A persistent complaint from the eurosceptics is that the British people were lied to about membership of the EU. Joining wouldn’t reduce our national sovereignty, we were told, and we are suffering now as a result of this deception.
There are three responses to this.
First, membership of the EU hasn’t reduced our national sovereignty. The very fact that the UK can talk about leaving proves that. On a day-to-day basis, sovereignty is pooled rather than wielded individually, but it can always be taken back if we want.
A second argument is that losing national sovereignty does not mean suffering as a result. National sovereignty is a dangerous weapon in other people’s hands, and relinquishing part of our own is the necessary (and cheap) price to pay in order to get our erstwhile enemies to relinquish part of theirs.
Thirdly, there was no lie. In the debates about membership, the implications for national sovereignty were spelled out. (Perhaps not in every statement ever made on the subject, but on enough.) Here is Edward Heath on 25 April 1975, in the thick of the referendum campaign:
Of course a country, like an individual, can decide to go it alone. And in theory at least, they may appear to have more freedom. But freedom to do what? Free to buy what you want but too poor to afford it. Free to say whatever you like – but too weak for anyone to listen. This is the sovereignty and the freedom that the anti-Marketeers dangle before you but it is a sham sovereignty and a fictional freedom…
Now, these three responses are not completely consistent with one another, but each of them individually, and even more powerfully in combination, responds to the claim of deception.
The story of the great European lie is surely our equivalent of the German stab in the back myth of the 1920s, that the German army had not actually been defeated on the battlefield in the Great War but that a collection of socialists, republicans and Jews had nevertheless conspired to betray their country. This nasty fiction was one of the tools the Nazis used to ease themselves to power, and its echoes today are unpleasant and alarming.
The European Union has changed a lot since the British voted on membership in a referendum, true, but each change to the treaties has been approved by our parliament in the same way as every other law or constitutional change has been approved. By all means, object to British membership if you wish, but we are here through choice and not through cheating.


### [ACTIVITY]
Quote every line below exactly and skip any picture.

--

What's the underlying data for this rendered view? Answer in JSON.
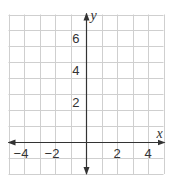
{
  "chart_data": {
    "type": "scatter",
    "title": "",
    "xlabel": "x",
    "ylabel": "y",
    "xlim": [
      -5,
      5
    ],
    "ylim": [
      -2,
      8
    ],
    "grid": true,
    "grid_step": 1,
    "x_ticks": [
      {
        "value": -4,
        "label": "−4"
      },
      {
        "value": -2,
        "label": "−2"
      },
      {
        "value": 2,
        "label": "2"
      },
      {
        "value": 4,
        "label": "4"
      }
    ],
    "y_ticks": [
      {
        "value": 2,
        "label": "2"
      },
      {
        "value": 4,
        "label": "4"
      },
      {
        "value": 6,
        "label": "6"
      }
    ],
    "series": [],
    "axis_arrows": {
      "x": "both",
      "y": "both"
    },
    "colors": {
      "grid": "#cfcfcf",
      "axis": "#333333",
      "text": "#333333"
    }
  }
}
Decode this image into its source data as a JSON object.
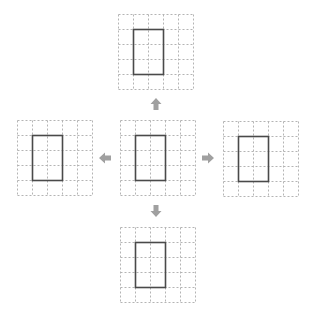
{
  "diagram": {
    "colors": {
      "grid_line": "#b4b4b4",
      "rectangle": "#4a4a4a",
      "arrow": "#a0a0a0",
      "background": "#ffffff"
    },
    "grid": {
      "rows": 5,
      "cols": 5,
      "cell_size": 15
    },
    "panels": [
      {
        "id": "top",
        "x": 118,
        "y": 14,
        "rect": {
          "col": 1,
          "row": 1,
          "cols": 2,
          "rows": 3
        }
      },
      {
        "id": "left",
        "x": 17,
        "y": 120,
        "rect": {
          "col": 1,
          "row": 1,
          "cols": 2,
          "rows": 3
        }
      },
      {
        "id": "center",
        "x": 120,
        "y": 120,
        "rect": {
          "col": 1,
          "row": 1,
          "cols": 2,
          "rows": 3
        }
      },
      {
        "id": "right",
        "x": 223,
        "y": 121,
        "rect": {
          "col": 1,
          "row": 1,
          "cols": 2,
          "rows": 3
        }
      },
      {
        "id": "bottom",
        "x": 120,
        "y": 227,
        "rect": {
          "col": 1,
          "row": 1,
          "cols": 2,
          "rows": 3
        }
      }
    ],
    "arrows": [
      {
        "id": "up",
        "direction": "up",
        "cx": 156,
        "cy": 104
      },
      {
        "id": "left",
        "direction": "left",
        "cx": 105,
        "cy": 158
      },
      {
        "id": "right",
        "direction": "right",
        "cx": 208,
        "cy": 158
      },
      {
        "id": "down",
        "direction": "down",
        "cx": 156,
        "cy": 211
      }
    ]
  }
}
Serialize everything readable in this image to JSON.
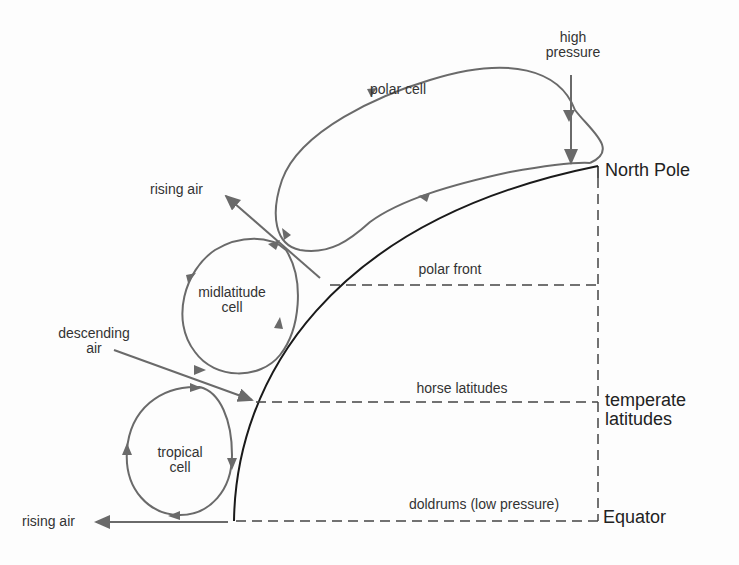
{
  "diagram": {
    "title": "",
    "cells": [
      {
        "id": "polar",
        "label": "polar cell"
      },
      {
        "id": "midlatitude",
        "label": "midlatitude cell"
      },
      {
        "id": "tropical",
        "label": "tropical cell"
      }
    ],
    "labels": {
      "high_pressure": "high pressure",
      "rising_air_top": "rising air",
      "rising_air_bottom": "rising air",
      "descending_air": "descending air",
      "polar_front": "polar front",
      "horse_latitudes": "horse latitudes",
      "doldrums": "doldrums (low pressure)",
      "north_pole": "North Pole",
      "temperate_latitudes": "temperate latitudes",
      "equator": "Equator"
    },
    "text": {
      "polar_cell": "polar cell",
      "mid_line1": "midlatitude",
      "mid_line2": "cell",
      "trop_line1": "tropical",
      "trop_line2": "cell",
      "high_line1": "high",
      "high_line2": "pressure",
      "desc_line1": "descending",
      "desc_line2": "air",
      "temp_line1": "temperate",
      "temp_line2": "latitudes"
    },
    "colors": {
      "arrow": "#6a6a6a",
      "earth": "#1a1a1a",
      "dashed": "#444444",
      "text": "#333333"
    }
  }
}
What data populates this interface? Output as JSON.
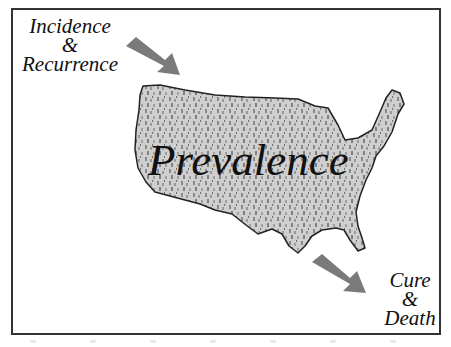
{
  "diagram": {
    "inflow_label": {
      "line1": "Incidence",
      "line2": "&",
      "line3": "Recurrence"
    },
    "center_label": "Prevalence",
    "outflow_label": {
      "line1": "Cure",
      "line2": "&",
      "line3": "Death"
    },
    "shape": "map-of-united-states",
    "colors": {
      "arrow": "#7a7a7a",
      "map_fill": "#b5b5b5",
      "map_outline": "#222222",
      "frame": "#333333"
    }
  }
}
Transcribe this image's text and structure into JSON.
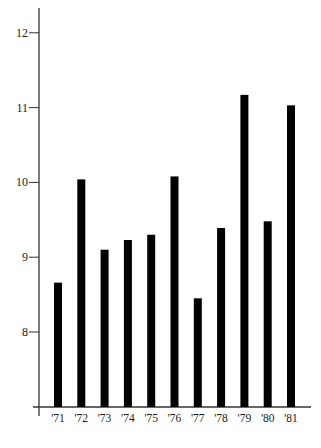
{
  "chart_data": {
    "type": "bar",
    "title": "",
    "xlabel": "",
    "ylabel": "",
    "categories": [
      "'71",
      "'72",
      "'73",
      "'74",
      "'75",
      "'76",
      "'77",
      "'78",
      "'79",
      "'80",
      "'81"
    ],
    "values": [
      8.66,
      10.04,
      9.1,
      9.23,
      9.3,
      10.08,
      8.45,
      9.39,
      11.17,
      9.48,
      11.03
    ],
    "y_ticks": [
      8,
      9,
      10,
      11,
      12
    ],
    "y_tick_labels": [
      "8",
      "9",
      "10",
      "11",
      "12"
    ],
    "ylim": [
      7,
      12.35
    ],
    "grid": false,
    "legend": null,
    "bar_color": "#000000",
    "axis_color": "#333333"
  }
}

--

### [RESPONSE AREA]
What's the underlying data for this rendered view? Answer in JSON.
{
  "chart_data": {
    "type": "scatter",
    "title": "",
    "xlabel": "x",
    "ylabel": "y",
    "xlim": [
      -5,
      5
    ],
    "ylim": [
      -2,
      8
    ],
    "grid": true,
    "grid_step": 1,
    "x_ticks": [
      {
        "value": -4,
        "label": "−4"
      },
      {
        "value": -2,
        "label": "−2"
      },
      {
        "value": 2,
        "label": "2"
      },
      {
        "value": 4,
        "label": "4"
      }
    ],
    "y_ticks": [
      {
        "value": 2,
        "label": "2"
      },
      {
        "value": 4,
        "label": "4"
      },
      {
        "value": 6,
        "label": "6"
      }
    ],
    "series": [],
    "axis_arrows": {
      "x": "both",
      "y": "both"
    },
    "colors": {
      "grid": "#cfcfcf",
      "axis": "#333333",
      "text": "#333333"
    }
  }
}
Decode this image into its source data as a JSON object.
{
  "diagram": {
    "colors": {
      "grid_line": "#b4b4b4",
      "rectangle": "#4a4a4a",
      "arrow": "#a0a0a0",
      "background": "#ffffff"
    },
    "grid": {
      "rows": 5,
      "cols": 5,
      "cell_size": 15
    },
    "panels": [
      {
        "id": "top",
        "x": 118,
        "y": 14,
        "rect": {
          "col": 1,
          "row": 1,
          "cols": 2,
          "rows": 3
        }
      },
      {
        "id": "left",
        "x": 17,
        "y": 120,
        "rect": {
          "col": 1,
          "row": 1,
          "cols": 2,
          "rows": 3
        }
      },
      {
        "id": "center",
        "x": 120,
        "y": 120,
        "rect": {
          "col": 1,
          "row": 1,
          "cols": 2,
          "rows": 3
        }
      },
      {
        "id": "right",
        "x": 223,
        "y": 121,
        "rect": {
          "col": 1,
          "row": 1,
          "cols": 2,
          "rows": 3
        }
      },
      {
        "id": "bottom",
        "x": 120,
        "y": 227,
        "rect": {
          "col": 1,
          "row": 1,
          "cols": 2,
          "rows": 3
        }
      }
    ],
    "arrows": [
      {
        "id": "up",
        "direction": "up",
        "cx": 156,
        "cy": 104
      },
      {
        "id": "left",
        "direction": "left",
        "cx": 105,
        "cy": 158
      },
      {
        "id": "right",
        "direction": "right",
        "cx": 208,
        "cy": 158
      },
      {
        "id": "down",
        "direction": "down",
        "cx": 156,
        "cy": 211
      }
    ]
  }
}
Serialize everything readable in this image to JSON.
{
  "diagram": {
    "title": "",
    "cells": [
      {
        "id": "polar",
        "label": "polar cell"
      },
      {
        "id": "midlatitude",
        "label": "midlatitude cell"
      },
      {
        "id": "tropical",
        "label": "tropical cell"
      }
    ],
    "labels": {
      "high_pressure": "high pressure",
      "rising_air_top": "rising air",
      "rising_air_bottom": "rising air",
      "descending_air": "descending air",
      "polar_front": "polar front",
      "horse_latitudes": "horse latitudes",
      "doldrums": "doldrums (low pressure)",
      "north_pole": "North Pole",
      "temperate_latitudes": "temperate latitudes",
      "equator": "Equator"
    },
    "text": {
      "polar_cell": "polar cell",
      "mid_line1": "midlatitude",
      "mid_line2": "cell",
      "trop_line1": "tropical",
      "trop_line2": "cell",
      "high_line1": "high",
      "high_line2": "pressure",
      "desc_line1": "descending",
      "desc_line2": "air",
      "temp_line1": "temperate",
      "temp_line2": "latitudes"
    },
    "colors": {
      "arrow": "#6a6a6a",
      "earth": "#1a1a1a",
      "dashed": "#444444",
      "text": "#333333"
    }
  }
}
What data populates this interface? Output as JSON.
{
  "diagram": {
    "inflow_label": {
      "line1": "Incidence",
      "line2": "&",
      "line3": "Recurrence"
    },
    "center_label": "Prevalence",
    "outflow_label": {
      "line1": "Cure",
      "line2": "&",
      "line3": "Death"
    },
    "shape": "map-of-united-states",
    "colors": {
      "arrow": "#7a7a7a",
      "map_fill": "#b5b5b5",
      "map_outline": "#222222",
      "frame": "#333333"
    }
  }
}
Transcribe this image's text and structure into JSON.
{
  "chart_data": {
    "type": "bar",
    "title": "",
    "xlabel": "",
    "ylabel": "",
    "categories": [
      "'71",
      "'72",
      "'73",
      "'74",
      "'75",
      "'76",
      "'77",
      "'78",
      "'79",
      "'80",
      "'81"
    ],
    "values": [
      8.66,
      10.04,
      9.1,
      9.23,
      9.3,
      10.08,
      8.45,
      9.39,
      11.17,
      9.48,
      11.03
    ],
    "y_ticks": [
      8,
      9,
      10,
      11,
      12
    ],
    "y_tick_labels": [
      "8",
      "9",
      "10",
      "11",
      "12"
    ],
    "ylim": [
      7,
      12.35
    ],
    "grid": false,
    "legend": null,
    "bar_color": "#000000",
    "axis_color": "#333333"
  }
}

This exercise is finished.